Diane and I had been living together for more than 30 years, and our children were 28 and 26 when we got civilled. We’d never wanted to get married. It seemed a bit too pipe and slippers. It also felt like tempting fate. We were really happy without being married, so why change things? And you can’t have more of a commitment than children. But we always said if they introduced civil partnerships for heterosexual couples, we’d get civilled.
I think friends assumed we did it primarily for tax reasons – to ensure that if one of us died, the other wasn’t left in the shit. There was an element of that. But more importantly, we actively wanted to get civilled. It actually felt really romantic – tying the civil knot as an expression of love after all this time together. It was such a beautiful day, in every way. 3 January 2020, just after civil partnerships had been legalised for opposite-sex couples, and we almost made history.

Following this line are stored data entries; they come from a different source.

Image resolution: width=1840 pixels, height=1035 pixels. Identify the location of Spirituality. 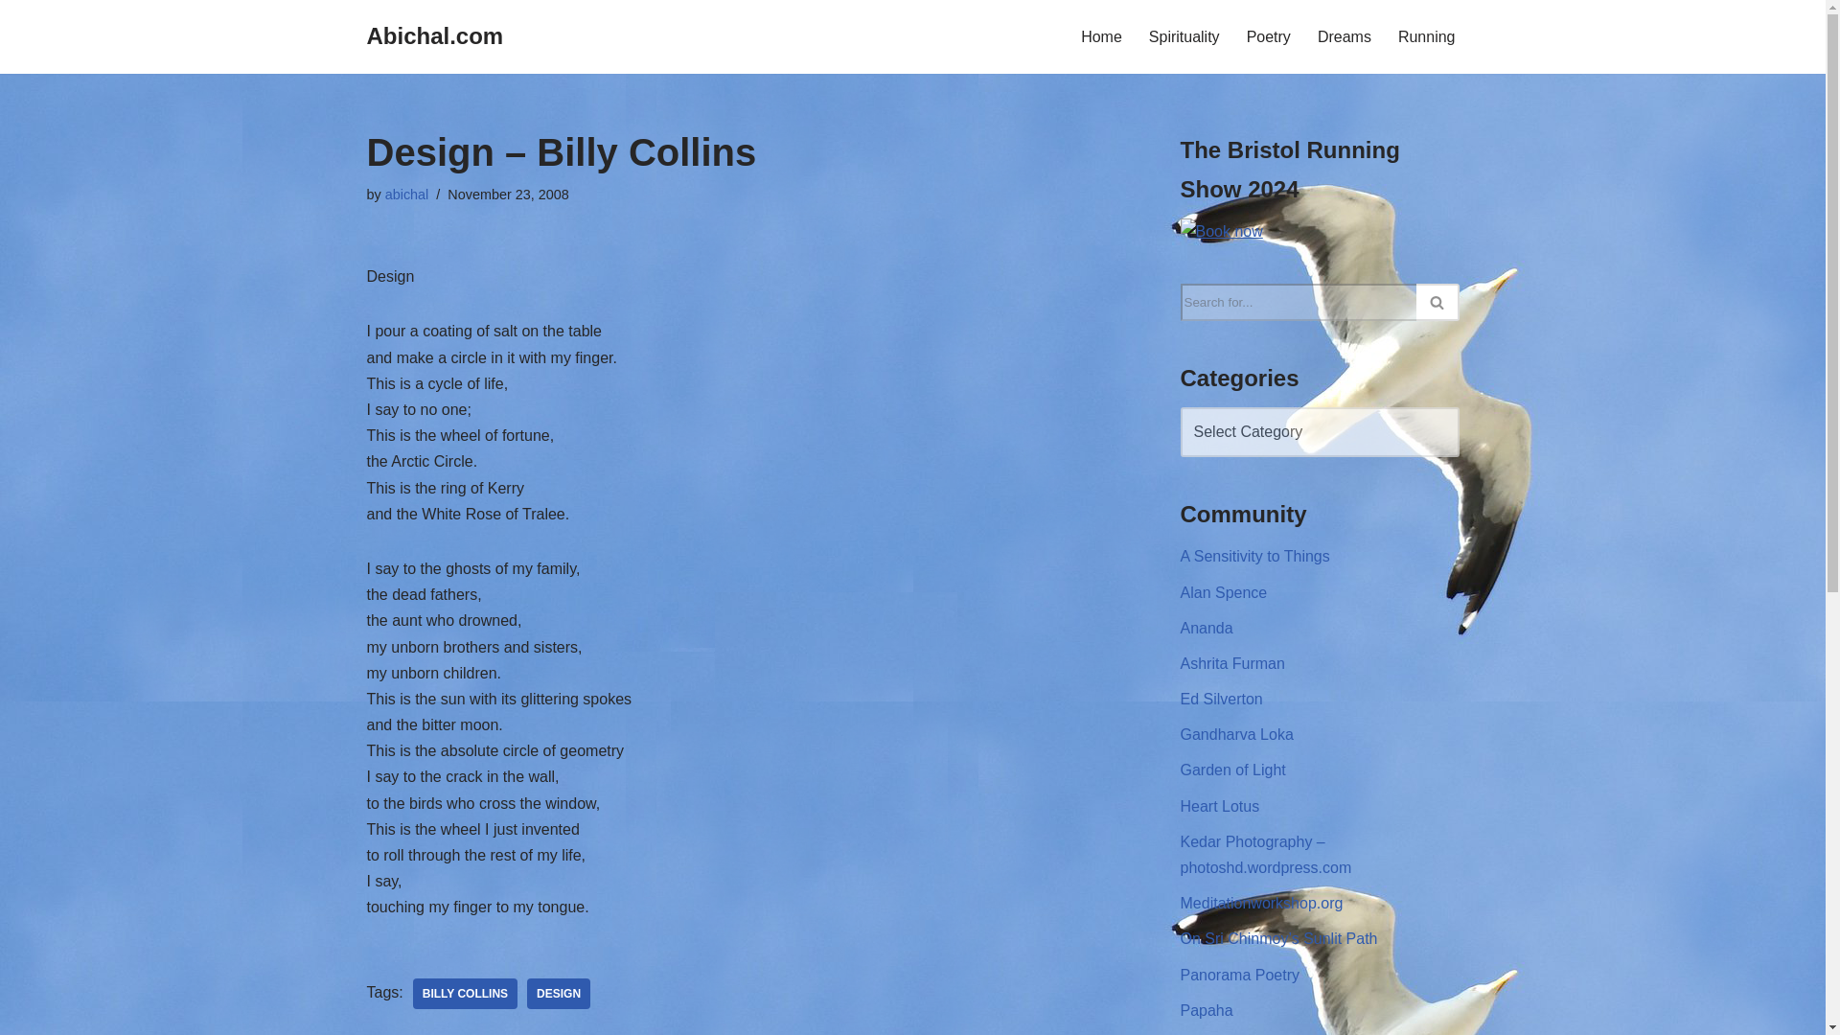
(1183, 36).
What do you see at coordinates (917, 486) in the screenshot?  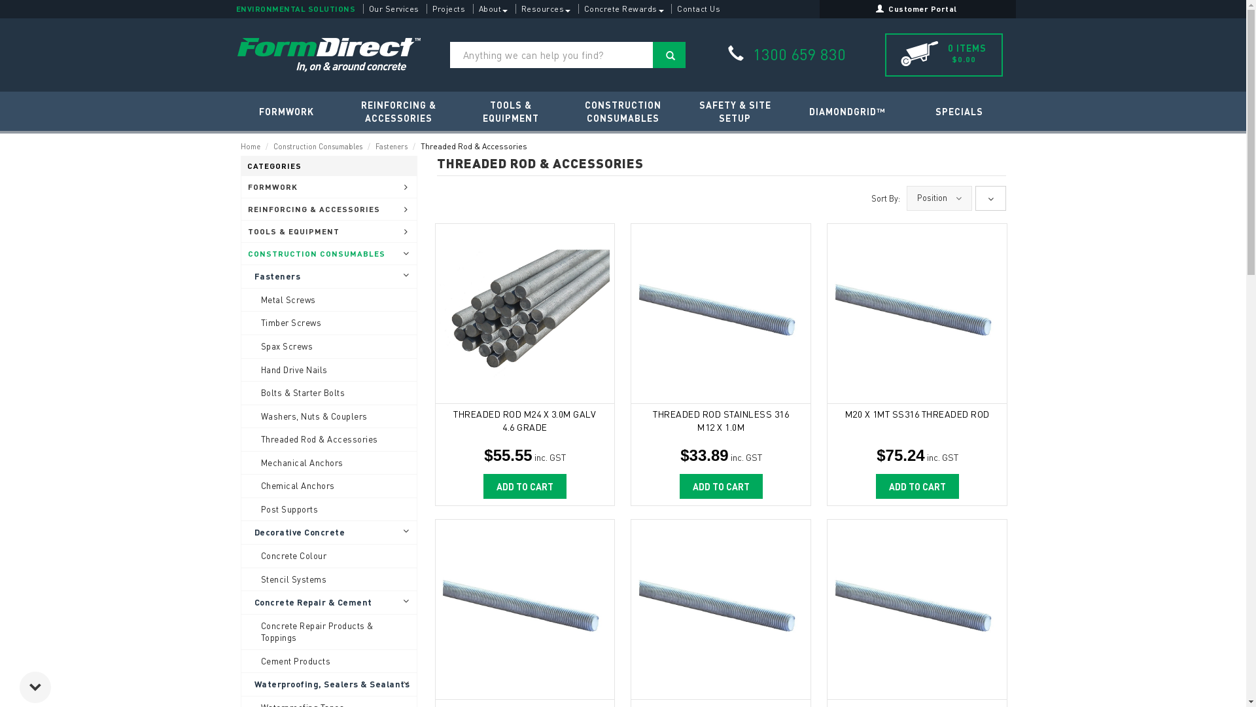 I see `ADD TO CART` at bounding box center [917, 486].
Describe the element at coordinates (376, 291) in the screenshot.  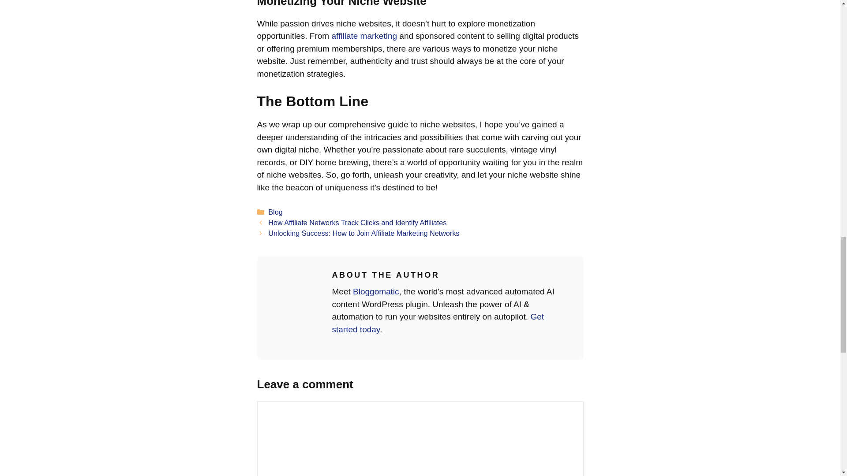
I see `Bloggomatic` at that location.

We were only the fourth heterosexual couple to be civilled in Haringey. Get in!
The ceremony was short and super sweet. We had a lovely registrar (she beamed throughout and said it was the most “joyful” ceremony she’d officiated), we played some of our fave and most appropriate songs, dancing into the room to Jackie Wilson’s (Your Love Keeps Lifting Me) Higher and Higher followed by Stevie Wonder’s I Believe (When I Fall In Love It Will Be Forever) and closing with Marvin Gaye’s How Sweet It is (To Be Loved By You). I was bucketing 30 years’ worth of tears when I made a speech and signed the book.
As well as being a great day, with hindsight, we also look back at it as an age of relative innocence. Covid was already circulating, but we were in blissful ignorance about what was round the corner, never having experienced a pandemic before, especially one involving a novel virus.

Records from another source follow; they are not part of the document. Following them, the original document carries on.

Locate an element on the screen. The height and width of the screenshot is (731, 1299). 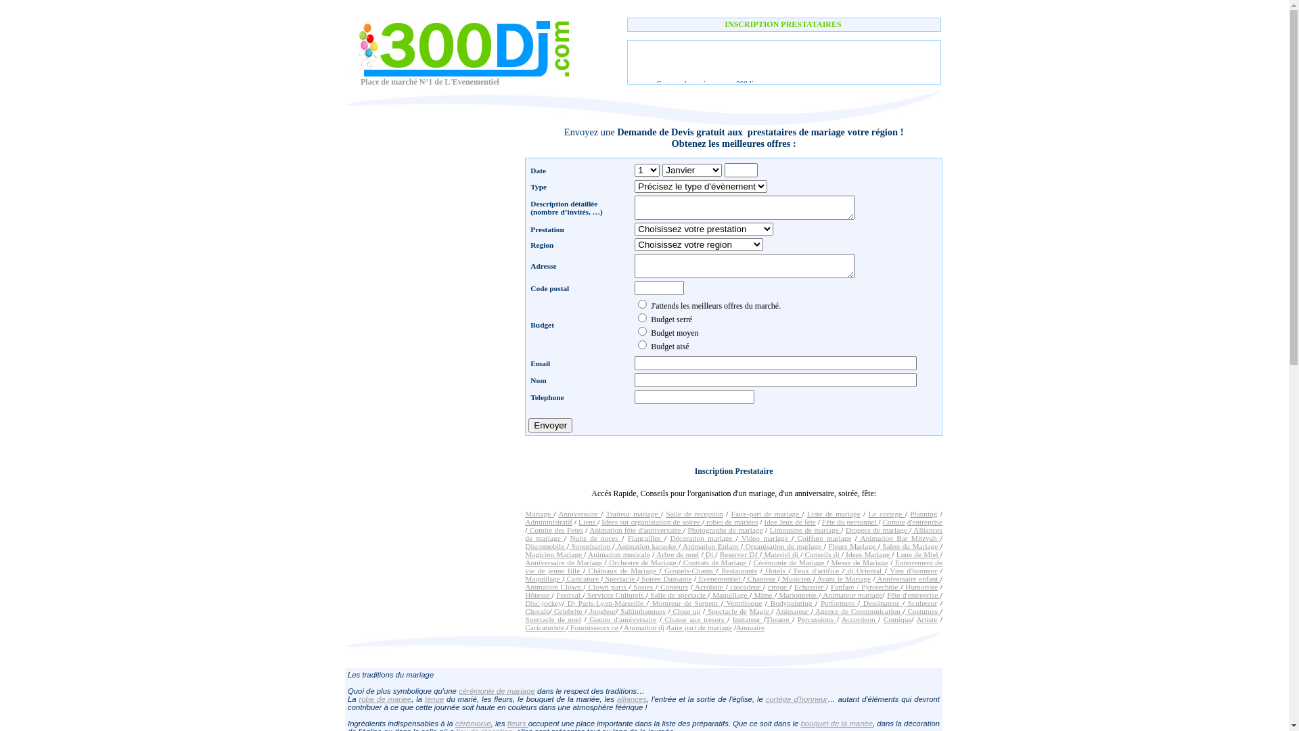
tenue is located at coordinates (434, 699).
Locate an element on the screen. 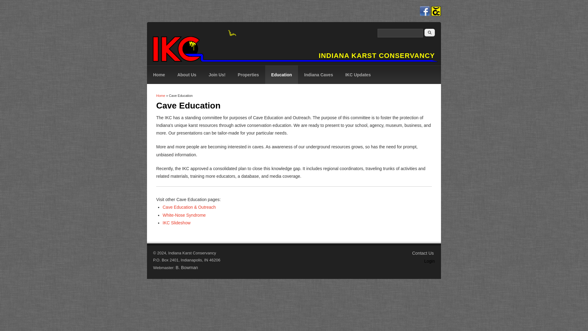 This screenshot has height=331, width=588. IKC Updates is located at coordinates (358, 75).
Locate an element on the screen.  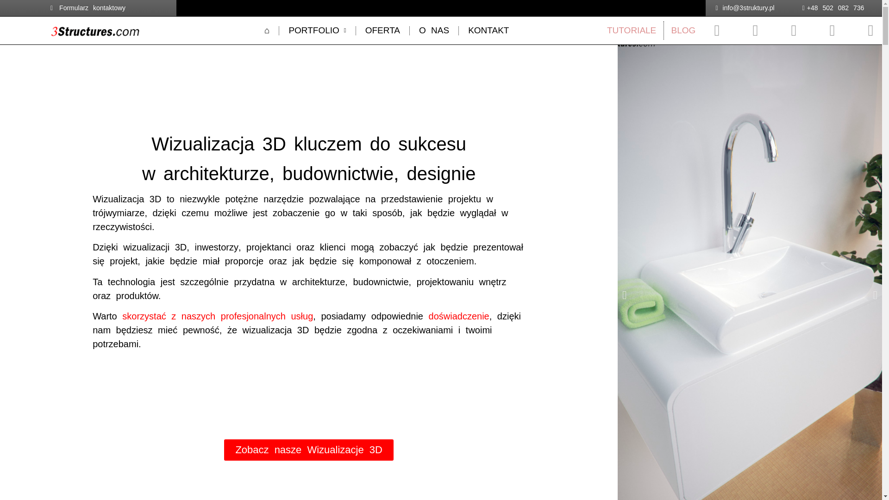
info@3struktury.pl is located at coordinates (745, 8).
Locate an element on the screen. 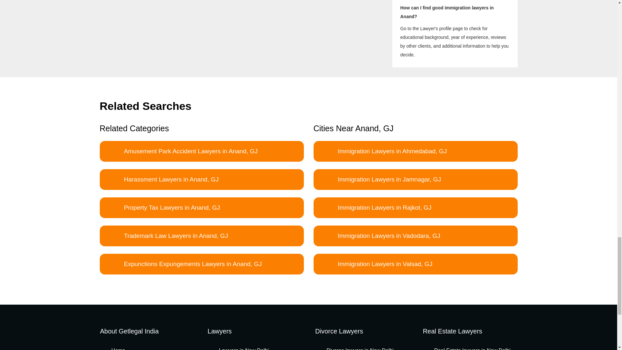  Immigration Lawyers in Rajkot, GJ is located at coordinates (415, 207).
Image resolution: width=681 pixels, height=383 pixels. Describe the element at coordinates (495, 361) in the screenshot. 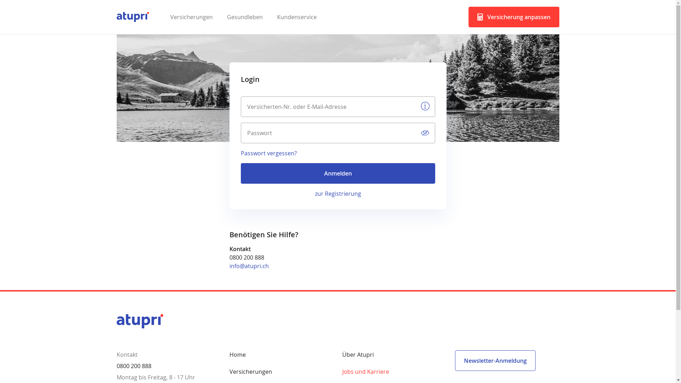

I see `Newsletter-Anmeldung` at that location.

We just had close family there – my sister’s family, Diane’s sister’s family, the mums and Jimmy, who is our unofficially adopted son. We had a huge party planned for March, but it never happened because I got ill and (even if Boris Johnson didn’t think so) we thought it was irresponsible to get so many people together in the pandemic.
A few days after the planned party, the country went into lockdown. At the time, it was devastating not being able to get all our friends together. But every negative has an upside (well, lots do). We got to eat more than our share of the food, and gave away the rest of it to homelessness charities. And not having the party has made the ceremony even more of a memorable occasion.

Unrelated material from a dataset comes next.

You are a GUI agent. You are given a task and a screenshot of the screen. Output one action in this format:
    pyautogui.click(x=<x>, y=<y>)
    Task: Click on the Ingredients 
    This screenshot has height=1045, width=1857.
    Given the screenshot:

I love this picture, taken by our older daughter, Alix, for lots of reasons. I find it really hard to smile naturally for the camera, but this is totally real – my smiliest smile ever. Diane seems pretty happy, too. I also love it because it’s the last time both our mums were together for an event, and both have since died. I’m sure they wanted to ask why we had to get civilled rather than married, but they just enjoyed the day instead. Finally, I love it because our younger daughter Maya is sitting so close to my mum, she looks as if she’s on her knee, which reminds me of old times.